General Practice: Contract and Context - Principles of the Scottish Approach
Letter response and memorandum of understanding to the British Medical Association Scottish General Practitioner Committee (SGPC).
3. Scottish Government Primary Care Vision and Outcomes
3.1 The vision puts general practice and primary care genuinely at the centre of a community health service, improving outcomes for local communities. Effective, sustainable and accessible general practice is needed by everyone - so we all start well, live well, age well and indeed die well. We share a vision of the future role of the GP as the Expert Medical Generalist in the community; focussed on complex care, undifferentiated presentation and local clinical leadership. This is exactly what is needed to focus GP time on those patients who need them most, including those with palliative and end of life care needs.
3.2 The context in Scotland for general practice is Health and Social Care Integration - the single biggest public service reform in Health and Care in Scotland. HSCPs are, since April 2016, responsible for the commissioning, planning and delivery of all community and primary care services in their localities - including general practice. The nine Health and Wellbeing Outcomes (' HSCP outcomes') set out in the integration legislation are depicted in the centre of the figure above. The specific contribution of primary care (and general practice within this) is set out in the six Primary Care outcomes. These are:
Outcome 1: We are more informed and empowered when using primary care
Outcome 2: Our primary care services better contribute to improving population health
Outcome 3: Our experience as patients in primary care is enhanced
Outcome 4: Our primary care workforce is expanded, more integrated and better co-ordinated with community and secondary care
Outcome 5: Our primary care infrastructure - physical and digital - is improved
Outcome 6: Primary care better addresses health inequalities
3.3 The first three outcomes are concerned with the nature and culture of demand for services. More empowerment and better information will enable more self-care, for both routine and chronic conditions. Improving population health and enhanced experience - including better access to wider primary care services - will contribute to overall lower demand on the health and care system.
3.4 The second three outcomes are enabling outcomes. They describe the nature and characteristics of the underpinning interventions required to deliver the vision. They include an expanding workforce - both in primary care in general and in general practice specifically - and improved infrastructure including GP premises and IT.
3.5 General practice already requires a team approach. It relies on clinical and non-clinical staff in medicine, nursing, healthcare assistance, and practice management. Our approach is to extend this core practice based team to include other professionals - initially pharmacy, with enhanced pharmacists available to every general practice in Scotland.

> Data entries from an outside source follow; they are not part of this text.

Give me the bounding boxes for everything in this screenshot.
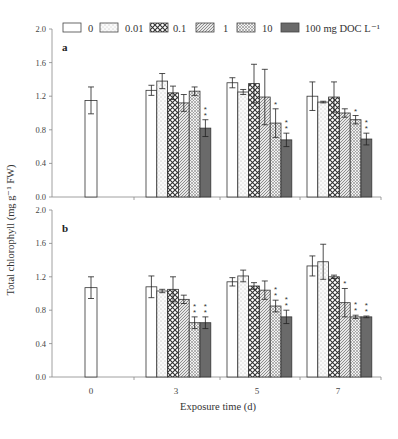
legend-item: 1 (196, 23, 228, 34)
bar (178, 95, 189, 197)
bar-rect (157, 291, 168, 377)
panel-label: b (62, 222, 68, 234)
bar (318, 244, 329, 377)
significance-marker: * (285, 295, 288, 304)
legend-swatch (281, 23, 299, 32)
chart-panels: 0.00.40.81.21.62.0a********0.00.40.81.21… (35, 24, 381, 382)
legend-label: 0.1 (173, 23, 186, 34)
legend-item: 0.1 (150, 23, 186, 34)
bar-rect (168, 289, 179, 377)
bar-rect (307, 266, 318, 377)
bar: ** (281, 295, 292, 377)
bar: ** (200, 302, 211, 377)
legend-label: 10 (262, 23, 273, 34)
bar-rect (189, 91, 200, 197)
bar (307, 82, 318, 197)
bar-rect (200, 128, 211, 197)
bar (249, 64, 260, 197)
bar: ** (189, 302, 200, 377)
legend-item: 0.01 (100, 23, 143, 34)
bar: * (339, 279, 350, 377)
x-tick-label: 3 (174, 386, 179, 396)
bar (259, 69, 270, 197)
bar-rect (238, 92, 249, 197)
x-axis: 0357 (89, 386, 341, 396)
legend-swatch (237, 23, 255, 32)
bar-rect (227, 282, 238, 377)
bar-rect (85, 100, 97, 197)
bar (339, 109, 350, 197)
significance-marker: * (365, 118, 368, 127)
bar-rect (281, 317, 292, 377)
bar (146, 85, 157, 197)
panel-a: 0.00.40.81.21.62.0a******** (35, 24, 381, 202)
bar-rect (259, 290, 270, 377)
y-tick-label: 1.6 (35, 58, 46, 68)
significance-marker: * (354, 300, 357, 309)
legend-swatch (196, 23, 214, 32)
legend-item: 10 (237, 23, 273, 34)
bar-rect (85, 288, 97, 377)
y-tick-label: 2.0 (35, 24, 46, 34)
bar-rect (339, 113, 350, 197)
significance-marker: * (365, 301, 368, 310)
y-tick-label: 0.8 (35, 305, 46, 315)
bar (238, 89, 249, 197)
legend-swatch (63, 23, 81, 32)
bar (168, 86, 179, 197)
y-axis-title: Total chlorophyll (mg g⁻¹ FW) (5, 164, 17, 295)
x-tick-label: 5 (255, 386, 260, 396)
bar (189, 87, 200, 197)
bar: ** (361, 301, 372, 377)
legend-label: 0.01 (125, 23, 143, 34)
y-tick-label: 0.8 (35, 125, 46, 135)
bar-rect (350, 120, 361, 197)
bar-rect (200, 323, 211, 377)
bar-rect (281, 140, 292, 197)
y-tick-label: 2.0 (35, 205, 46, 215)
bar (329, 82, 340, 197)
significance-marker: * (274, 285, 277, 294)
bar-rect (361, 317, 372, 377)
legend-label: 100 mg DOC L⁻¹ (305, 23, 380, 34)
bar-rect (318, 102, 329, 197)
bar-rect (157, 81, 168, 197)
bar: * (270, 100, 281, 197)
bar-rect (168, 93, 179, 197)
significance-marker: * (193, 302, 196, 311)
bar (85, 277, 97, 377)
bar-rect (227, 83, 238, 197)
bar (238, 270, 249, 377)
bar (329, 275, 340, 377)
bar (178, 295, 189, 377)
bar-rect (189, 323, 200, 377)
bar: ** (270, 285, 281, 377)
bar-rect (238, 276, 249, 377)
legend-label: 0 (88, 23, 93, 34)
significance-marker: * (343, 279, 346, 288)
bar-rect (178, 299, 189, 377)
bar: ** (200, 105, 211, 197)
significance-marker: * (354, 107, 357, 116)
bar-rect (249, 286, 260, 377)
bar: ** (350, 300, 361, 377)
legend-swatch (100, 23, 118, 32)
significance-marker: * (204, 105, 207, 114)
panel-label: a (62, 41, 68, 53)
x-axis-title: Exposure time (d) (180, 401, 256, 413)
chlorophyll-bar-chart: 00.010.1110100 mg DOC L⁻¹ 0.00.40.81.21.… (0, 0, 398, 439)
x-tick-label: 0 (89, 386, 94, 396)
bar (157, 289, 168, 377)
bar (85, 87, 97, 197)
bar-rect (146, 90, 157, 197)
y-tick-label: 0.0 (35, 192, 46, 202)
bar (307, 256, 318, 377)
bar (168, 277, 179, 377)
bar-rect (361, 139, 372, 197)
y-tick-label: 1.2 (35, 272, 46, 282)
bar (249, 283, 260, 377)
x-tick-label: 7 (336, 386, 341, 396)
legend-swatch (150, 23, 168, 32)
bar (227, 78, 238, 197)
bar: ** (361, 118, 372, 197)
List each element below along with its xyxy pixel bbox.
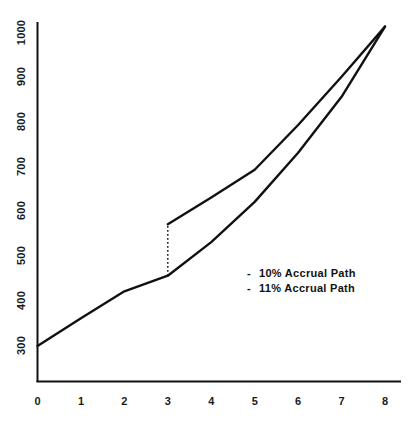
x-axis-tick-label: 8 [373,396,397,407]
series-line-10-percent [38,27,386,346]
y-axis-tick-label: 700 [16,151,29,181]
y-axis-tick-label: 800 [16,106,29,136]
x-axis-tick-label: 0 [26,396,50,407]
legend-item: - 11% Accrual Path [247,281,356,296]
y-axis-tick-label: 400 [16,285,29,315]
legend-item-label: 10% Accrual Path [259,266,356,281]
series-line-11-percent [168,27,385,225]
x-axis-tick-label: 1 [69,396,93,407]
x-axis-tick-label: 5 [243,396,267,407]
legend-item: - 10% Accrual Path [247,266,356,281]
x-axis-tick-label: 2 [112,396,136,407]
chart-plot-area [0,0,409,422]
chart-legend: - 10% Accrual Path - 11% Accrual Path [247,266,356,296]
x-axis-tick-label: 3 [156,396,180,407]
y-axis-tick-label: 600 [16,196,29,226]
legend-dash-marker: - [247,266,256,281]
legend-dash-marker: - [247,281,256,296]
chart-container: 1000900800700600500400300 012345678 - 10… [0,0,409,422]
y-axis-tick-label: 1000 [16,17,29,47]
x-axis-tick-label: 4 [199,396,223,407]
x-axis-tick-label: 6 [286,396,310,407]
y-axis-tick-label: 300 [16,330,29,360]
y-axis-tick-label: 500 [16,241,29,271]
y-axis-tick-label: 900 [16,62,29,92]
x-axis-tick-label: 7 [330,396,354,407]
legend-item-label: 11% Accrual Path [259,281,355,296]
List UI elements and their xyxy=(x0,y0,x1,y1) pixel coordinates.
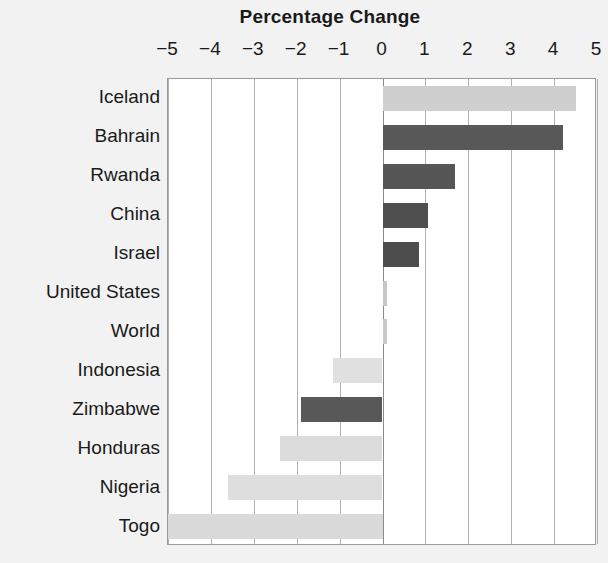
y-tick-label: United States xyxy=(46,281,160,303)
bar xyxy=(383,281,387,306)
y-tick-label: Nigeria xyxy=(100,476,160,498)
chart-figure: Percentage Change −5−4−3−2−1012345 Icela… xyxy=(0,0,608,563)
x-tick-label: 4 xyxy=(548,38,559,60)
y-tick-label: Bahrain xyxy=(95,125,161,147)
bar xyxy=(383,242,419,267)
y-tick-label: Iceland xyxy=(99,86,160,108)
y-tick-label: Indonesia xyxy=(78,359,160,381)
x-tick-label: −2 xyxy=(285,38,307,60)
x-tick-label: −4 xyxy=(199,38,221,60)
x-tick-label: 1 xyxy=(419,38,430,60)
y-tick-label: Honduras xyxy=(78,437,160,459)
x-tick-label: −1 xyxy=(328,38,350,60)
bar xyxy=(280,436,383,461)
y-tick-label: China xyxy=(110,203,160,225)
x-tick-label: 2 xyxy=(462,38,473,60)
x-tick-label: 5 xyxy=(591,38,602,60)
plot-area xyxy=(167,78,596,545)
x-tick-label: 3 xyxy=(505,38,516,60)
y-tick-label: Israel xyxy=(114,242,160,264)
bar xyxy=(383,125,563,150)
bar xyxy=(333,358,382,383)
bar xyxy=(168,514,383,539)
x-axis-tick-labels: −5−4−3−2−1012345 xyxy=(167,38,596,64)
y-tick-label: World xyxy=(111,320,160,342)
x-tick-label: −5 xyxy=(156,38,178,60)
bar xyxy=(228,475,382,500)
bar xyxy=(383,164,456,189)
y-tick-label: Rwanda xyxy=(90,164,160,186)
y-tick-label: Zimbabwe xyxy=(72,398,160,420)
bar xyxy=(383,319,387,344)
x-tick-label: −3 xyxy=(242,38,264,60)
bars-layer xyxy=(168,79,595,544)
gridline xyxy=(597,79,598,544)
bar xyxy=(383,86,576,111)
bar xyxy=(301,397,383,422)
y-tick-label: Togo xyxy=(119,515,160,537)
chart-title: Percentage Change xyxy=(0,6,608,28)
x-tick-label: 0 xyxy=(376,38,387,60)
bar xyxy=(383,203,428,228)
y-axis-category-labels: IcelandBahrainRwandaChinaIsraelUnited St… xyxy=(0,78,160,545)
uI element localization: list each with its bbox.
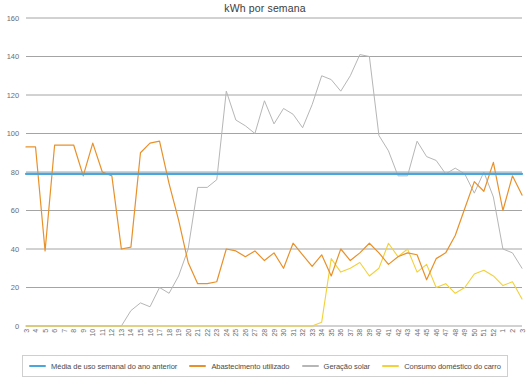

3.6 Depending on local population need, the practice based multi-disciplinary team will also include allied health professionals (including paramedics playing a larger role in the community in and out of hours) and non-clinical professionals whose roles are to help people navigate the wider health and care system, such as practice receptionists, links workers and community connectors.
3.7 GP practices, clusters, and localities will know what is needed to make improvements to services in their areas. The Primary Care Transformation Fund is enabling a wide programme of tests right across Scotland, built on suggestions by local partners. At its heart is testing the multidisciplinary approach to patient care. This involves primary care professionals - pharmacists, physiotherapists, mental health professionals, advanced nurse practitioners and others - meeting the needs of patients, freeing up GPs to focus appropriately on undifferentiated presentations, complex care and provide clinical leadership.
3.8 How to ensure we have the right long term spaces for this team based general practice in the future is under active consideration by the Premises Short Life Working Group.
3.9 Better addressing health inequalities through our primary care services will require action primarily beyond the GP contract. In addition within the contract, the Scottish Allocation Formula weights practice funding by various factors that affect workload, including deprivation, rurality and age. The formula has been reviewed, and we are currently considering the impact at practice level as part of any overall changes to how GPs are funded. We need to look beyond the contract to other interventions and ways of supporting general practice in areas of high deprivation.
3.10 We understand and agree that delivery of the primary care outcomes is not possible solely through the GP contract. And we are clear that delivery requires additional investment. The Government's manifesto committed to shifting the balance of funding to primary, community, social care and mental health in each year of this Parliament. On 15 October 2016 the First Minister made a landmark announcement, committing to increase annual investment in primary care by £500 million by 2021/22. This will see the share of NHS frontline spending dedicated to primary care increase to 11%. This increased investment will help deliver our shared vision for general practice in the short and long term.
3.11 The principle - that delivering the outcomes needed requires three levels of intervention - contractual, primary care policy and investment and wider government policy and investment - is an important element of our agreed approach in Scotland. It is depicted below.